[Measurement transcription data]

•••••

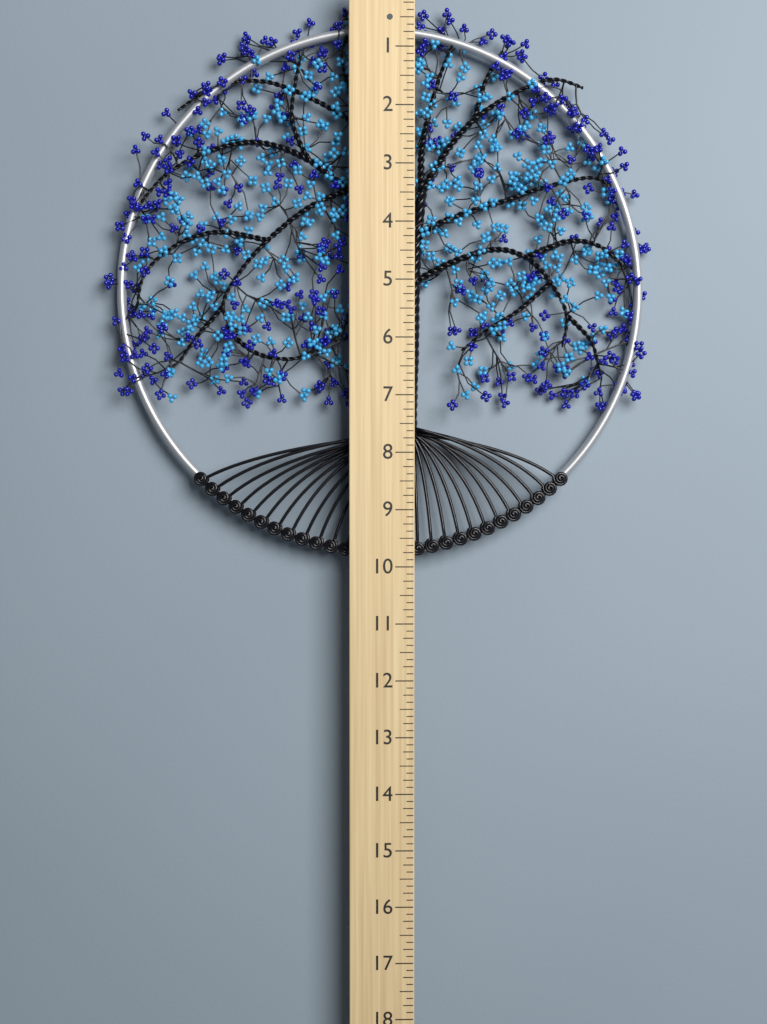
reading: 9.875 (no unit)
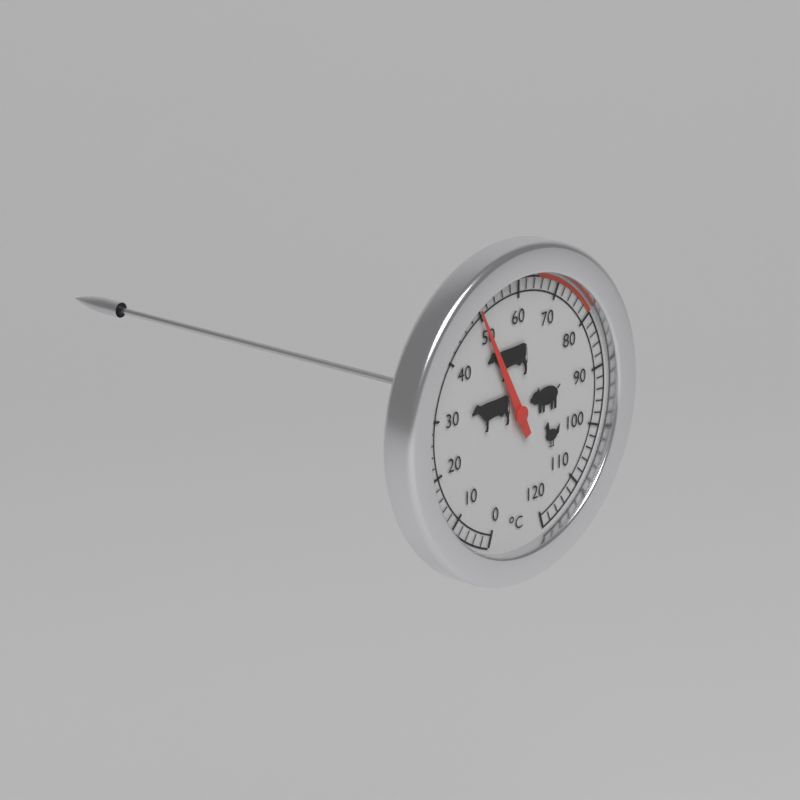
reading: 50 °C
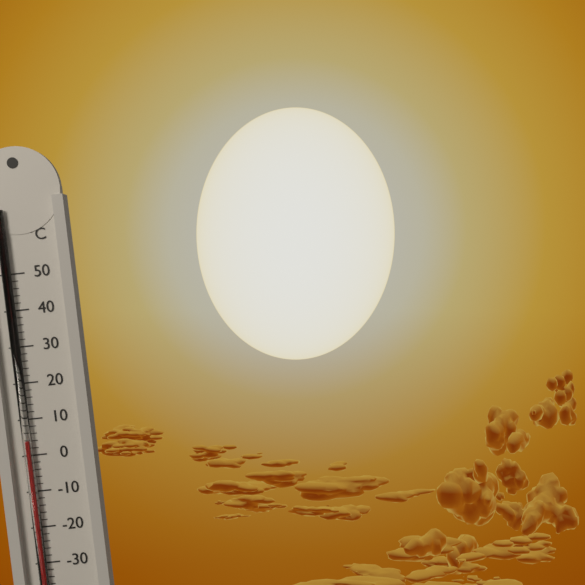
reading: 4 °C
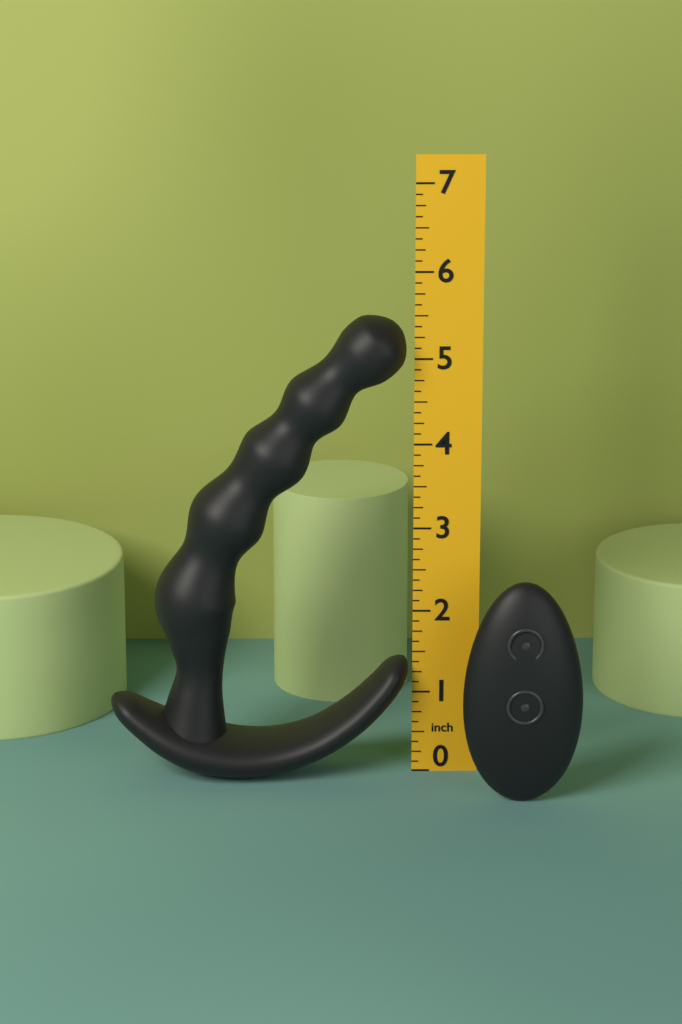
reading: 5.500 in
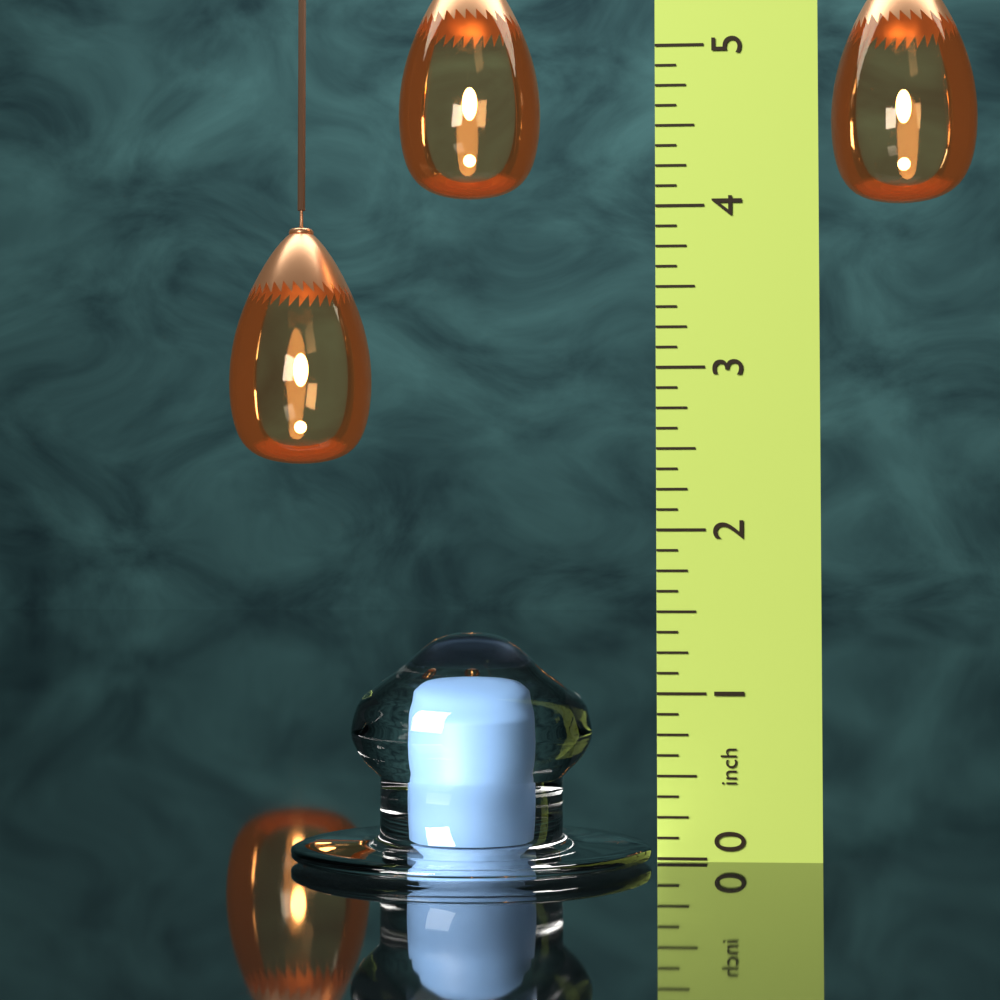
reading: 1.375 in
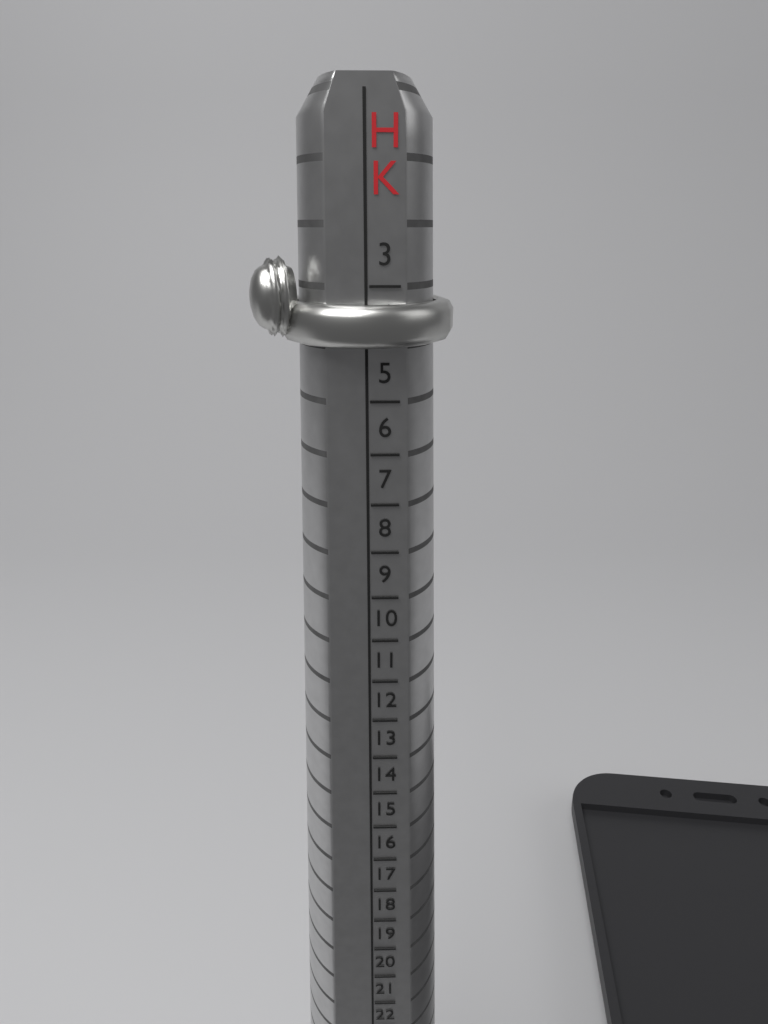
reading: 4 HK
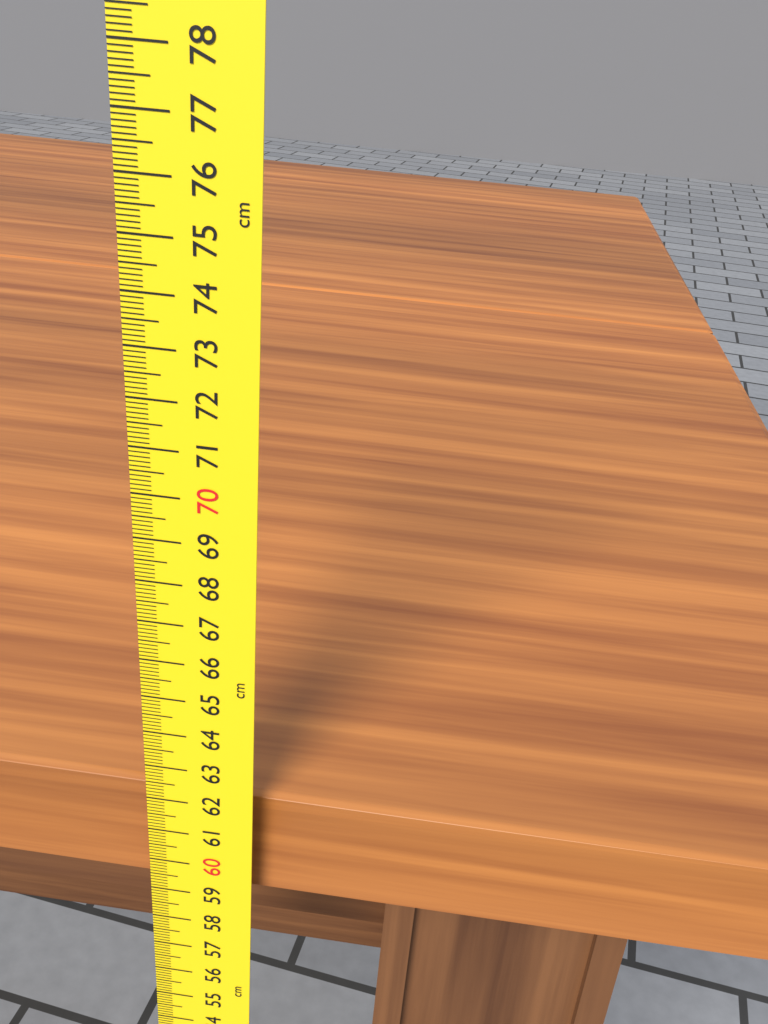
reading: 62.0 cm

•••••

Problem details: Repeat all entries exactly. Skip the pictures.

Written answer:
reading: 9.875 (no unit)
reading: 50 °C
reading: 4 °C
reading: 5.500 in
reading: 1.375 in
reading: 4 HK
reading: 62.0 cm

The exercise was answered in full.